Back to the adorably bad movie Vertical Limit: I can't think of any reason that even half-sane mountain climbers would load up their backpacks with nitroglycerin. When I visited Dyno Nobel wasn't shipping any MTN as a liquid to quarries and mines; it blended the liquid with absorbent and packed it into dynamite casings first.

(Yes, there was a time in oilfield work when quantities of nitroglycerin would be made locally and delivered by truck; it helped cleanse aging oil wells of paraffin build-up downhole. Readers with access to Ebsco Host databases can read all about it in a Saturday Evening Post article, "The Most Dangerous Job in the World," January 27, 1951.)

I first read about the history of nitroglycerin when writing an article on the history of vault-breaking and safecracking. In the late 1800s, itinerant criminals called yeggs would steal dynamite from quarries, boil it with water in kettles (very bad idea, that one), skim the "soup" off and store it in rubber flasks.
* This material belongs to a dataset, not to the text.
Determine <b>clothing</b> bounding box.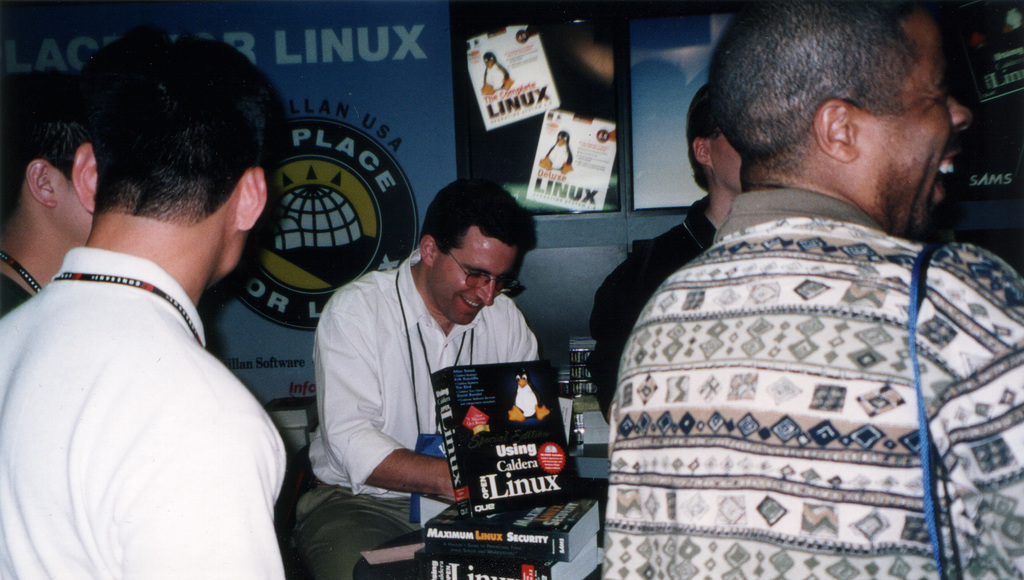
Determined: <box>295,231,540,579</box>.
Once on the job, they'd funnel it into tight-fitting safe doors before detonating it.

One reason that nitroglycerin and MTN can be so dangerous when transported in liquid form is that they slosh. They have the consistency of a light syrup, so they trap air bubbles. Explosions have been triggered by sudden shifts of the liquid, although it's not inevitable. (Old hands in the oil field industry tell stories of cans of nitroglycerin falling off a truck and bouncing down a hillside, without incident.) Sloshing caused the entrapped air bubbles to compress rapidly; this made the air in the bubbles heat up; this made the container explode. It's called adiabatic heating. According to Dyno Nobel, adiabatic heating is not a problem if plumbing is adapted to MTN's special demands. Hence the air gap I mentioned above.

Spontaneous explosions are most likely if MTN hasn't been thoroughly cleansed of all unused ingredients and unwanted reactants. Tainted batches can blow up promptly, or months later if the explosive has been stored (unwisely) as a liquid.
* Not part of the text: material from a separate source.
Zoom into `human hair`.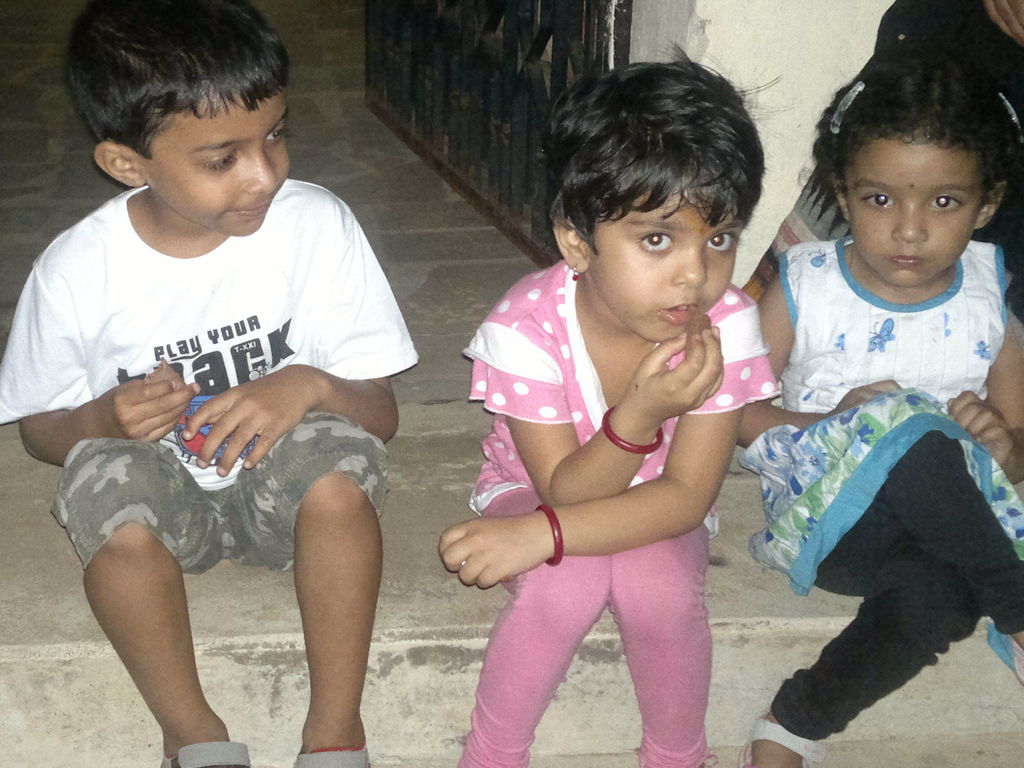
Zoom target: x1=538, y1=33, x2=792, y2=259.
Strangely, I found while researching Inviting Disaster that a great many more people have been killed by accidental explosions of the “safer,” modern explosives based on ammonium nitrate than by accidental explosions of nitroglycerin. The most common reasons for ammonium-nitrate disasters -- such as the two ships that blew up at Texas City in 1947 -- were carelessness and lack of knowledge.